Converting stereo to mono.

lacatedral

New member
Greetings,

I recently recorded myself playing a classical guitar with a condenser mic (AT2020), thing is I positioned the microphone not facing directly to the guitar, but with a 30-45 degree angle to the right. It was a microphone technique suggested by someone but clearly it does have its disadvantages.

I noticed the left channel, IIRC, sounds fine, but the right channel sounds "boomy" (it frequently reaches the highest peak of volume, turning red).



I was wondering if there was a way to "duplicate" what I hear on the left channel on the right channel, If I'm not wrong that would be turning it to mono.

I tried with the Utility thing (turning some value to 0% or 100% can't remember the name of the parameter) but with not great results.



PS Excuse my english as it's not my native
 
The Audio-Technica AT2020 is a mono mic so it's not responsible for any difference between left and right in your recording. Changing the angle should have only changed the tone of the recording. I don't know why you have two channels with different sound. You should try to figure out what caused that to happen.

But you are right in that using the left channel for both left and right would give you mono. I don't know Ableton so I can't say what the exact procedure to do that would be. I'm sure someone who can help you will show up soon.
 
Greetings,

I recently recorded myself playing a classical guitar with a condenser mic (AT2020), thing is I positioned the microphone not facing directly to the guitar, but with a 30-45 degree angle to the right.
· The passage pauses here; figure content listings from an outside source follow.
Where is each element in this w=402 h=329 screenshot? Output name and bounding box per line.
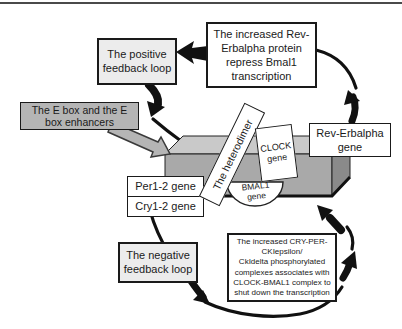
box-line: Cry1-2 gene (135, 200, 196, 214)
arc-top-right (316, 50, 356, 88)
box-line: CLOCK-BMAL1 complex to (233, 278, 330, 288)
box-line: The positive (107, 48, 166, 62)
cry-per-complex-box: The increased CRY-PER- CKIepsilon/ CkIde… (227, 233, 337, 302)
circadian-feedback-loop-diagram: The positive feedback loop The increased… (0, 0, 402, 329)
e-box-enhancers-label: The E box and the E box enhancers (20, 102, 139, 130)
box-line: feedback loop (103, 62, 172, 76)
box-line: The increased CRY-PER- (237, 237, 328, 247)
box-line: gene (267, 152, 288, 165)
per-gene-box: Per1-2 gene (127, 176, 204, 197)
box-line: repress Bmal1 (226, 55, 297, 69)
arrow-rev-to-positive (176, 41, 208, 64)
box-line: complexes associates with (235, 268, 330, 278)
arc-left-to-slab (153, 119, 181, 141)
rev-erbalpha-protein-box: The increased Rev- Erbalpha protein repr… (206, 22, 317, 88)
positive-feedback-loop-box: The positive feedback loop (97, 38, 177, 85)
box-line: The increased Rev- (214, 27, 310, 41)
box-line: Per1-2 gene (135, 180, 196, 194)
negative-feedback-loop-box: The negative feedback loop (118, 242, 198, 283)
diagram-graphics (0, 0, 402, 329)
box-line: CkIdelta phosphorylated (239, 257, 325, 267)
box-line: box enhancers (45, 116, 114, 129)
rev-erbalpha-gene-box: Rev-Erbalpha gene (309, 123, 391, 157)
box-line: Erbalpha protein (221, 41, 302, 55)
clock-gene-box: CLOCK gene (255, 124, 298, 182)
arc-right-rise (347, 227, 353, 249)
box-line: feedback loop (124, 263, 193, 277)
box-line: gene (338, 140, 362, 154)
box-line: The negative (126, 249, 190, 263)
arrow-positive-down-shaft (149, 85, 158, 104)
box-line: CKIepsilon/ (262, 247, 303, 257)
box-line: transcription (232, 69, 292, 83)
box-line: Rev-Erbalpha (316, 126, 383, 140)
box-line: The E box and the E (32, 104, 128, 117)
arrow-into-slab-shaft (330, 218, 341, 230)
cry-gene-box: Cry1-2 gene (127, 196, 204, 217)
box-line: shut down the transcription (234, 288, 330, 298)
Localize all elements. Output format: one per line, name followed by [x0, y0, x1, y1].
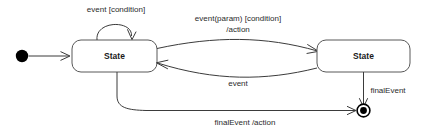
transition-left-to-final-path: [117, 72, 355, 111]
state-left-label: State: [104, 51, 125, 61]
final-state-inner-dot: [360, 107, 367, 114]
state-machine-canvas: State event [condition] event(param) [co…: [0, 0, 427, 133]
state-node-left[interactable]: State: [72, 40, 157, 72]
transition-left-to-right-label-line2: /action: [226, 25, 250, 34]
transition-self-loop[interactable]: event [condition]: [87, 5, 145, 40]
initial-state-circle: [16, 50, 28, 62]
initial-pseudostate-node[interactable]: [16, 50, 28, 62]
state-node-right[interactable]: State: [317, 40, 410, 72]
transition-left-to-right-label-line1: event(param) [condition]: [195, 14, 281, 23]
transition-left-to-right[interactable]: event(param) [condition] /action: [157, 14, 319, 53]
transition-left-to-final-label: finalEvent /action: [215, 118, 276, 127]
transition-right-to-final[interactable]: finalEvent: [359, 72, 406, 107]
transition-self-loop-label: event [condition]: [87, 5, 145, 14]
transition-self-loop-arc: [97, 24, 132, 40]
transition-right-to-left-arc: [158, 63, 318, 77]
state-machine-diagram: State event [condition] event(param) [co…: [0, 0, 427, 133]
final-state-node[interactable]: [357, 104, 370, 117]
transition-left-to-right-arc: [157, 39, 318, 51]
transition-initial-to-state-left[interactable]: [29, 52, 71, 61]
transition-right-to-final-label: finalEvent: [370, 86, 406, 95]
state-right-label: State: [353, 51, 374, 61]
transition-right-to-left-label: event: [228, 79, 248, 88]
transition-right-to-left[interactable]: event: [156, 60, 317, 88]
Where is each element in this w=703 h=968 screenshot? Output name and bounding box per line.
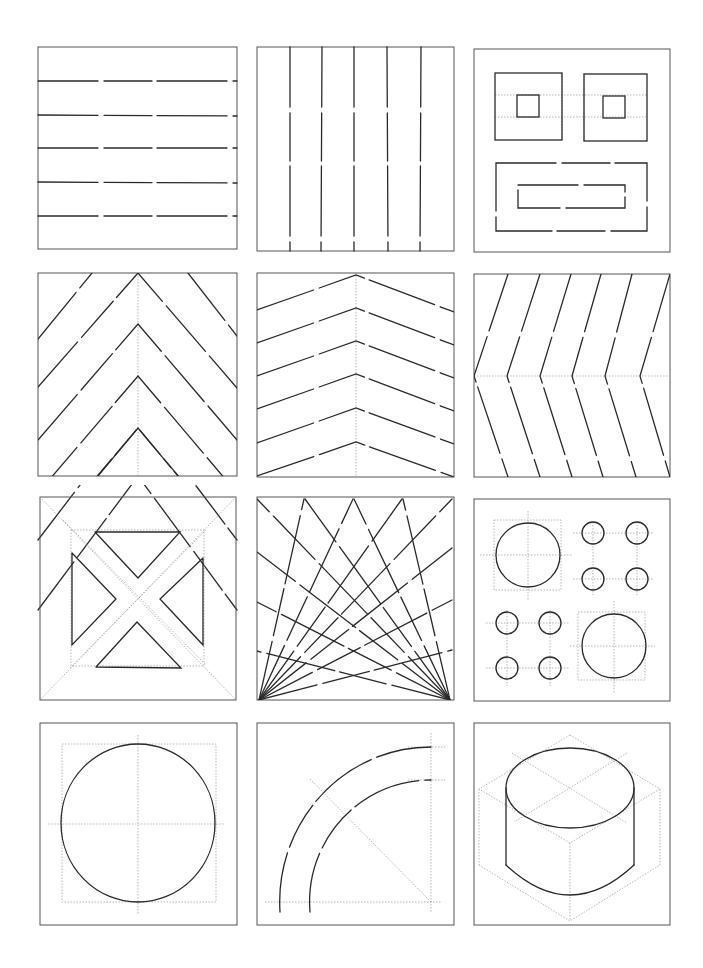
panel-isometric-cylinder	[474, 723, 670, 925]
panel-horizontal-chevrons	[474, 274, 670, 477]
panel-circles	[474, 499, 670, 701]
panel-diagonal-cross	[40, 497, 236, 700]
sheet-overlay	[0, 0, 703, 968]
panel-circle-in-square	[40, 723, 237, 925]
panel-shallow-chevrons	[257, 273, 454, 477]
panel-radiating-lines	[257, 497, 454, 700]
panel-quarter-arc	[257, 723, 454, 925]
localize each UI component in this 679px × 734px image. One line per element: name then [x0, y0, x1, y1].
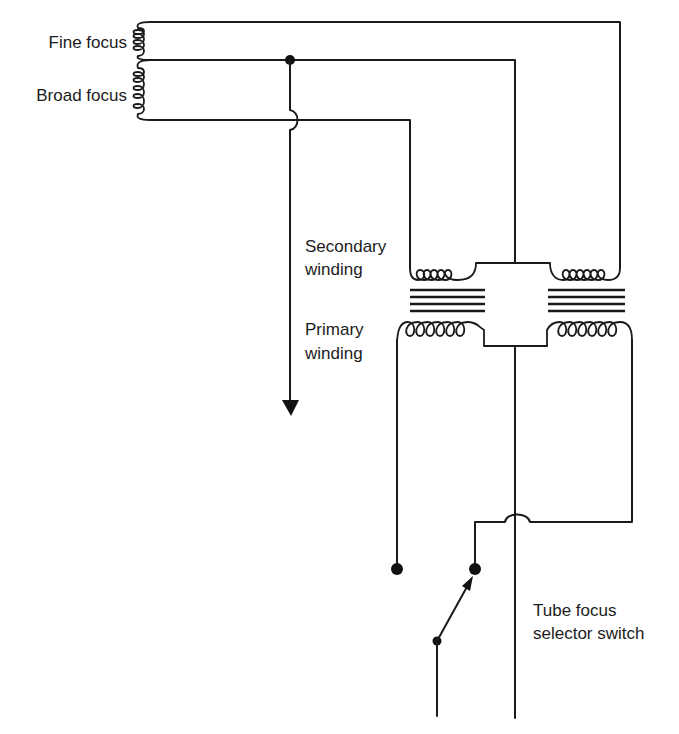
switch-arrow-icon — [462, 576, 473, 591]
primary-winding-right — [547, 322, 632, 346]
label-switch-1: Tube focus — [533, 601, 616, 620]
secondary-winding-right — [550, 263, 620, 280]
primary-right-lead — [475, 340, 632, 568]
transformer-core-right — [548, 290, 625, 311]
label-switch-2: selector switch — [533, 624, 644, 643]
arrow-down-icon — [282, 400, 299, 416]
common-lead — [150, 60, 515, 263]
label-secondary-winding-2: winding — [304, 260, 363, 279]
fine-focus-filament-coil — [134, 22, 151, 60]
transformer-core-left — [410, 290, 485, 311]
switch-contact-fine[interactable] — [469, 563, 481, 575]
cathode-return-lead — [290, 60, 298, 402]
label-fine-focus: Fine focus — [49, 33, 127, 52]
label-secondary-winding-1: Secondary — [305, 237, 387, 256]
primary-winding-left — [397, 322, 484, 346]
broad-focus-filament-coil — [134, 60, 151, 120]
fine-focus-lead — [150, 22, 620, 268]
switch-lever[interactable] — [437, 585, 468, 641]
switch-contact-broad[interactable] — [391, 563, 403, 575]
focus-circuit-diagram: Fine focus Broad focus Secondary winding… — [0, 0, 679, 734]
label-primary-winding-1: Primary — [305, 320, 364, 339]
secondary-winding-left — [410, 263, 476, 280]
label-primary-winding-2: winding — [304, 344, 363, 363]
label-broad-focus: Broad focus — [36, 86, 127, 105]
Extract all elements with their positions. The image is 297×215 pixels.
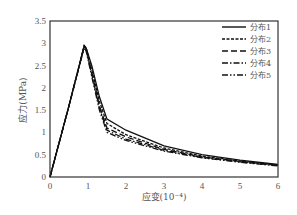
series-line-4 xyxy=(50,47,278,177)
y-tick-label: 2.5 xyxy=(35,61,47,71)
plot-frame xyxy=(50,21,278,177)
legend-label: 分布3 xyxy=(250,46,271,56)
x-tick-label: 2 xyxy=(124,181,129,191)
series-line-5 xyxy=(50,48,278,177)
y-tick-label: 1 xyxy=(42,127,47,137)
y-tick-label: 0 xyxy=(42,172,47,182)
stress-strain-chart: 0123456 00.511.522.533.5 应变(10⁻⁴) 应力(MPa… xyxy=(0,0,297,215)
y-tick-label: 1.5 xyxy=(35,105,47,115)
x-tick-label: 6 xyxy=(276,181,281,191)
x-tick-label: 1 xyxy=(86,181,91,191)
x-tick-label: 0 xyxy=(48,181,53,191)
legend-label: 分布5 xyxy=(250,70,271,80)
x-tick-label: 4 xyxy=(200,181,205,191)
series-line-1 xyxy=(50,46,278,178)
x-tick-label: 3 xyxy=(162,181,167,191)
y-tick-label: 3 xyxy=(42,38,47,48)
legend-label: 分布4 xyxy=(250,58,271,68)
y-tick-label: 0.5 xyxy=(35,150,47,160)
y-tick-label: 2 xyxy=(42,83,47,93)
legend-label: 分布2 xyxy=(250,34,271,44)
y-axis-label: 应力(MPa) xyxy=(17,77,28,122)
legend-label: 分布1 xyxy=(250,22,271,32)
x-axis-ticks: 0123456 xyxy=(48,181,281,191)
series-line-2 xyxy=(50,46,278,178)
plot-lines xyxy=(50,46,278,178)
y-tick-label: 3.5 xyxy=(35,16,47,26)
x-axis-label: 应变(10⁻⁴) xyxy=(142,191,187,202)
y-axis-ticks: 00.511.522.533.5 xyxy=(35,16,47,182)
legend: 分布1分布2分布3分布4分布5 xyxy=(222,22,271,80)
x-tick-label: 5 xyxy=(238,181,243,191)
series-line-3 xyxy=(50,46,278,177)
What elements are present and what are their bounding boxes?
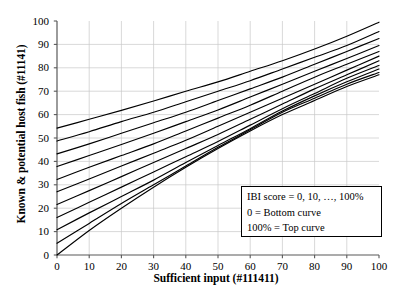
y-axis-title: Known & potential host fish (#11141) [15,29,27,239]
x-axis-title: Sufficient input (#111411) [46,272,386,284]
x-tick-label: 10 [76,261,102,272]
y-tick-label: 0 [23,250,49,261]
x-tick-label: 100 [366,261,392,272]
y-tick-label: 100 [23,16,49,27]
legend-box: IBI score = 0, 10, …, 100% 0 = Bottom cu… [241,186,382,237]
legend-line-top-curve: 100% = Top curve [247,220,381,236]
legend-line-ibi-score: IBI score = 0, 10, …, 100% [247,189,381,205]
x-tick-label: 70 [269,261,295,272]
x-tick-label: 40 [173,261,199,272]
legend-line-bottom-curve: 0 = Bottom curve [247,205,381,221]
x-tick-label: 80 [302,261,328,272]
x-tick-label: 0 [44,261,70,272]
x-tick-label: 60 [237,261,263,272]
x-tick-label: 90 [334,261,360,272]
x-tick-label: 20 [108,261,134,272]
chart-plot-area [0,0,410,293]
chart-figure: 0102030405060708090100 01020304050607080… [0,0,410,293]
x-tick-label: 50 [205,261,231,272]
x-tick-label: 30 [141,261,167,272]
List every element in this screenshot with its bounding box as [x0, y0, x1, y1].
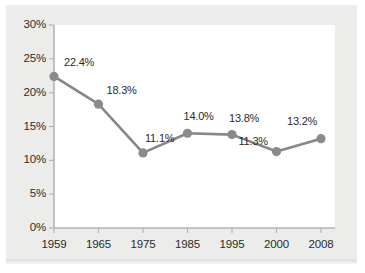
chart-figure: 0%5%10%15%20%25%30% 19591965197519851995…: [0, 0, 365, 273]
data-label-1965: 18.3%: [107, 84, 137, 96]
data-point-2000: [272, 147, 281, 156]
x-tick-label: 2000: [254, 238, 300, 250]
y-tick-label: 15%: [4, 120, 46, 132]
data-label-2008: 13.2%: [287, 115, 317, 127]
y-tick-label: 5%: [4, 187, 46, 199]
y-tick-label: 25%: [4, 52, 46, 64]
x-tick-label: 1985: [165, 238, 211, 250]
y-tick-label: 30%: [4, 18, 46, 30]
x-tick-label: 1965: [76, 238, 122, 250]
data-point-1995: [227, 130, 236, 139]
y-axis: [49, 25, 54, 228]
data-label-2000: 11.3%: [239, 135, 268, 147]
x-tick-label: 2008: [298, 238, 344, 250]
data-label-1975: 11.1%: [145, 132, 174, 144]
data-point-1975: [138, 148, 147, 157]
data-label-1995: 13.8%: [229, 112, 259, 124]
data-label-1985: 14.0%: [184, 110, 214, 122]
data-point-2008: [316, 134, 325, 143]
y-tick-label: 10%: [4, 153, 46, 165]
data-point-1959: [49, 72, 58, 81]
x-tick-label: 1995: [209, 238, 255, 250]
x-tick-label: 1959: [31, 238, 77, 250]
x-tick-label: 1975: [120, 238, 166, 250]
chart-canvas: [0, 0, 365, 273]
x-axis: [54, 228, 335, 233]
data-point-1985: [183, 129, 192, 138]
y-tick-label: 20%: [4, 86, 46, 98]
y-tick-label: 0%: [4, 221, 46, 233]
data-point-1965: [94, 100, 103, 109]
data-label-1959: 22.4%: [64, 56, 94, 68]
It was a microphone technique suggested by someone but clearly it does have its disadvantages.

I noticed the left channel, IIRC, sounds fine, but the right channel sounds "boomy" (it frequently reaches the highest peak of volume, turning red).



I was wondering if there was a way to "duplicate" what I hear on the left channel on the right channel, If I'm not wrong that would be turning it to mono.

I tried with the Utility thing (turning some value to 0% or 100% can't remember the name of the parameter) but with not great results.



PS Excuse my english as it's not my native

I dont know how the heck you got a left and a right from a mono source, nor why they sound different. Is it two seperate channels or one stereo channel? If two separate channels, maybe one is EQed differently causing the boominess?.

Whatever the cause, if one sounds good keep it, and get rid of the other one. And you got mono. :)
 
If it's boomy and "in the red" then it sounds more like the mic was too close to the source than the specific angle. That would contribute the the level as well as exaggerate proximity effect, leading to boominess.

As others said, there's no possible way you get 2 separate tracks or LR stereo with a single mic. If you assigned 2 inputs to the track when you recorded, then it's coming from another plugged in mic, or it's some kind of FX artifact. Pay close(r) attention and re-track is what I'd do.